Preparing for an SSDI hearing
The guidance below applies to any SSDI hearing, not specifically to Judge Dawson's bench. Judge-specific preparation guidance requires a corpus of public Appeals Council decisions involving each judge, which we haven't built yet.
- Bring a clean treating-physician record. Longitudinal primary-care or specialist notes spanning the disability period, with consistent symptom documentation, are typically the strongest evidence at hearing. A single month's records usually aren't enough.
- Don't rely on consultative exams alone. If your medical evidence is built primarily around a one-time CE finding, expect detailed questioning. Supplement with treating-source statements where possible.

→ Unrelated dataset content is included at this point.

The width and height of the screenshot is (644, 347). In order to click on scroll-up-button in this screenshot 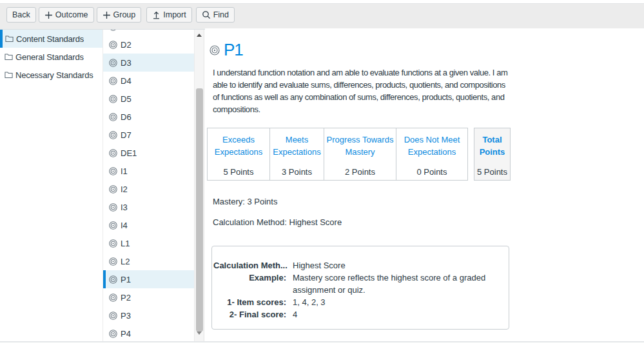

- Prepare for daily-activity questions. Have honest, specific answers about a typical day. Answers that conflict with the medical record (in either direction) tend to hurt credibility.
- Expect transferable-skills probing. A vocational expert will usually testify about jobs available to someone with your limitations. Your representative should be prepared to cross-examine.
Hearing with Judge Dawson? See if a free benefits review fits your case.
Free Benefits ReviewAbout the Denver hearing office
The Denver Hearing Office serves a broad population across Colorado, managing a high volume of cases with a bench of 6 judges. The office currently maintains an approval rate of 62%, which is higher than both the state average of 56% and the national average of 58%. You can expect a professional environment focused on the rigorous review of your medical and vocational evidence. You can see the Denver Hearing Office page for the full ALJ roster.
Other judges at this hearing office
The Social Security Administration assigns cases through a workload-balancing algorithm, meaning the judge you are assigned is essentially random. Within the Denver Hearing Office, lifetime approval rates among the bench range from 45% to 62%. Because of this variance, you may wonder how your assigned judge compares to others. You can find more information on the Denver Hearing Office page.